South Korean court clears woman who bit attacker’s tongue 61 years ago

South Korean court clears woman who bit attacker’s tongue 61 years agoSouth Korean court clears woman who bit attacker’s tongue 61 years ago
via MBN News
As a teenager in 1964, Choi Mal-ja fought to survive when a man pinned her down and forced his tongue into her mouth. She bit off part of his tongue to break free, only to be convicted of aggravated bodily injury. On Sept. 10, a South Korean court overturned that conviction, ruling her actions were self-defense.
  • Details of the assault: Choi was 18 at the time of the incident in Gimhae in South Gyeongsang Province. According to court records, the man, then 21, forced his way into her home, held her down and blocked her nose as he pushed his tongue into her mouth. Choi resisted by biting off about 1.5 centimeters of his tongue. In 1965, she was convicted of aggravated bodily injury and given a 10-month prison sentence suspended for two years, while the man was sentenced to six months in prison, suspended for two years, for trespassing and intimidation.
  • Retrial and court’s ruling: Choi sought a retrial beginning in 2020, but her requests were repeatedly denied before the Supreme Court granted a new trial in late 2024. In July, prosecutors formally apologized and asked the court to acquit her.

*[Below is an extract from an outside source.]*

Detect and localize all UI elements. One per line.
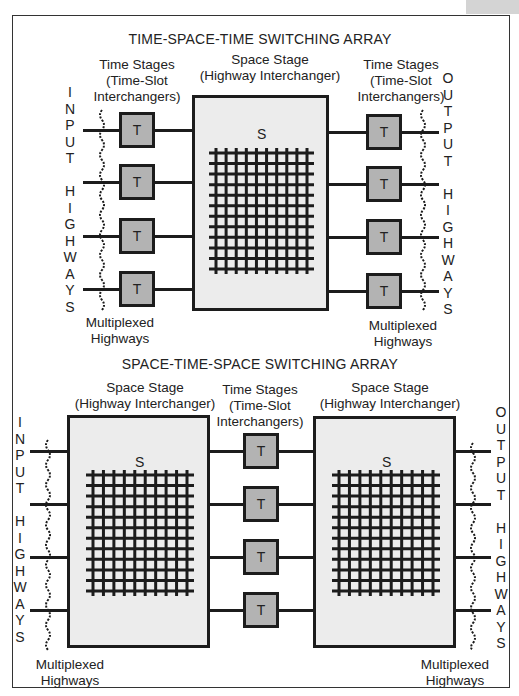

In its ruling on Sept. 10, the Busan District Court said her actions “constitute justifiable self-defense” and were “an attempt to escape an unjust infringement on her bodily integrity and sexual self-determination.”
  • Choi’s response and next steps: Supporters gathered outside the courthouse in Busan, holding signs with her name as the verdict was announced. Now 79, Choi told reporters, “Sixty-one years ago, in a situation where I could understand nothing, the victim became the perpetrator and my fate was sealed as a criminal. For the victims who shared the same fate as mine, I wanted to be a source of hope for them.” Her legal team said they will seek state compensation for the decades she lived under a wrongful conviction.